A major clinical advance in stem cell biology was the use of recombinant marrow growth factors to cause large numbers of stem cells to come out of the bone marrow and enter the bloodstream, a process called mobilization. This made possible a "revolution" in transplantation, Malech says. "One could use apheresis and special purification methods to separate out large numbers of the desired cells for either autologous or allogeneic transplantation," he says, extending his scientific thanks for their roles in his studies to Susan Leitman and Elizabeth Read, who run the apheresis and special processing units, respectively, in the transfusion medicine department.

As recently as five years ago, he marvels, "the concept of using peripheral blood-mobilized stem cells instead of bone marrow as a source for transplantation was considered revolutionary; now it’s almost become the standard of care."

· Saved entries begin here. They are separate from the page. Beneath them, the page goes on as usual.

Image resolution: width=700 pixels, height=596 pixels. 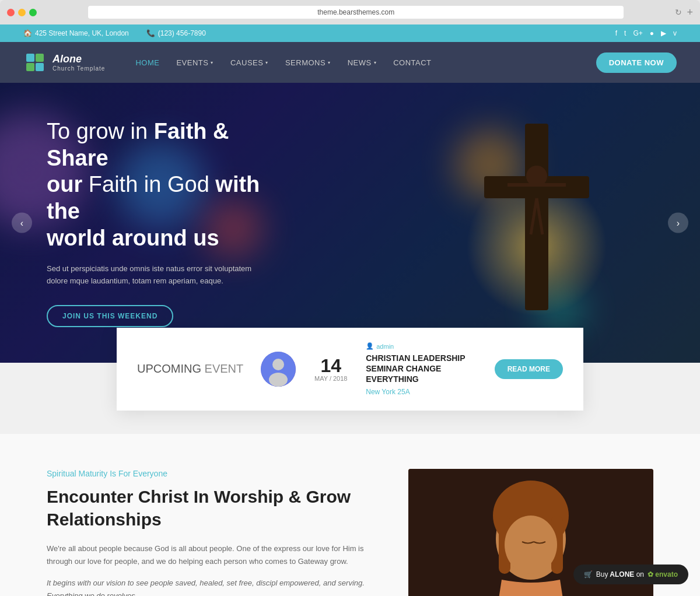 I want to click on hero-title-line2: our Faith in God with the, so click(x=153, y=198).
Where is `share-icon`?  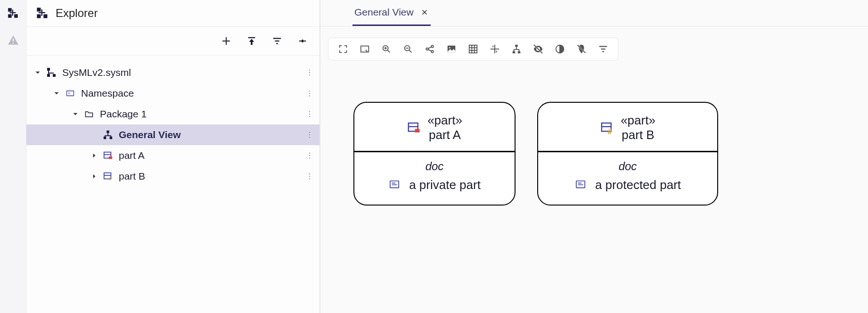 share-icon is located at coordinates (430, 49).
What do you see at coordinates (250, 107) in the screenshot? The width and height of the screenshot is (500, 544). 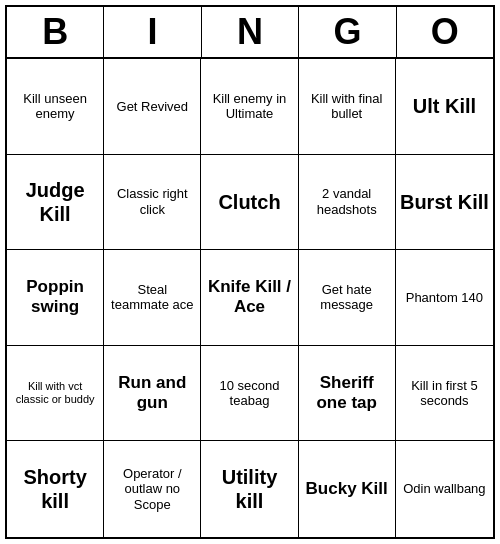 I see `bingo-cell: Kill enemy in Ultimate` at bounding box center [250, 107].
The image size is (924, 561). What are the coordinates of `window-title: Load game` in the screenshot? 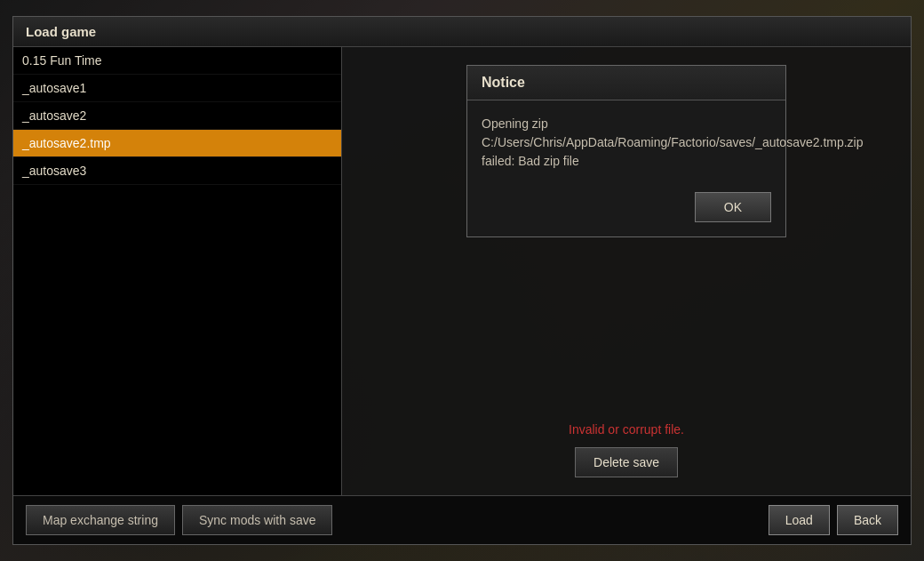 It's located at (462, 32).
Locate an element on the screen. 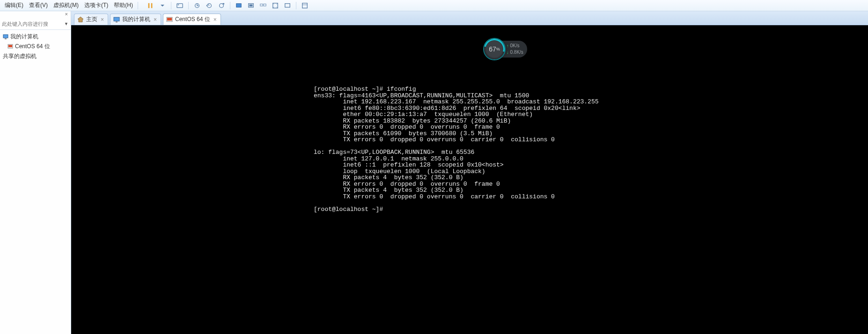 This screenshot has width=868, height=334. terminal-output: [root@localhost ~]# ifconfig ens33: flag… is located at coordinates (456, 149).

Recovering stem cells from the blood rather than the marrow is easier on the donor (for allogeneic transplants) or the patient (for autologous transplants) and lends itself to repeat and more exact procedures. "The jury is still out" on whether peripheral blood stem cells are "as fit" as marrow cells to do the job, but it "appears they are," Malech says.

The new allogeneic transplantation protocol was crafted by principal investigator Mitchell Horwitz, a NIAID clinical associate who was formerly with NHLBI and conceived of a collaboration between the CGD team and NHLBI’s John Barrett. "A unique opportunity for our CGD patients occurred because of John Barrett’s novel work in the NHLBI transplant program for cancer patients," Malech relates. "He has been piloting the use of mild conditioning regimens, relying in part on the immune system of the incoming donor cells—the lymphocytes—to act as a wedge to enhance engraftment of donor progenitor cells in recipient marrow."

The investigators hope to demonstrate in the CGD allogeneic transplant study that it is possible to achieve a cure with permanent donor cell engraftment while reducing or eliminating the dangerous and potentially fatal side effects of transplantation. The ability to ward off graft vs. host disease and to use milder ablative therapy to effect a transplant that results in a "stable coexistence of both donor and recipient cells, hopefully for a lifetime," Malech says, could also apply to the treatment of many other inherited diseases of blood cells.

 

CGD at a Glance

Chronic granulomatous disease (CGD) is a group of inherited disorders of neutrophil dysfunction leading to recurrent bacterial and fungal infections. The neutrophil fails to produce superoxide and, consequently, hydrogen peroxide, a crucial host defense against daily infection. Genetically, CGD is four different diseases–based on the absence of any one of four subunits of the phagocyte NADPH oxidase enzyme—though phenotypically it’s one disease with varying severity.

About 25,000 people are affected worldwide at any given time. Two thirds have an X-linked form of the disease; they lack one particular protein—gp91phox ("phox" stands for "phagocyte oxidase")—normally encoded by a gene on the X chromosome. Most of the rest have an autosomal recessive form due to the absence of p47phox, usually carried on chromosome 7; the other two forms occur in the remaining 2 to 3 percent of the affected population and arise from the absence of either p22phox or p67phox, encoded on chromosomes 16 and 1, respectively.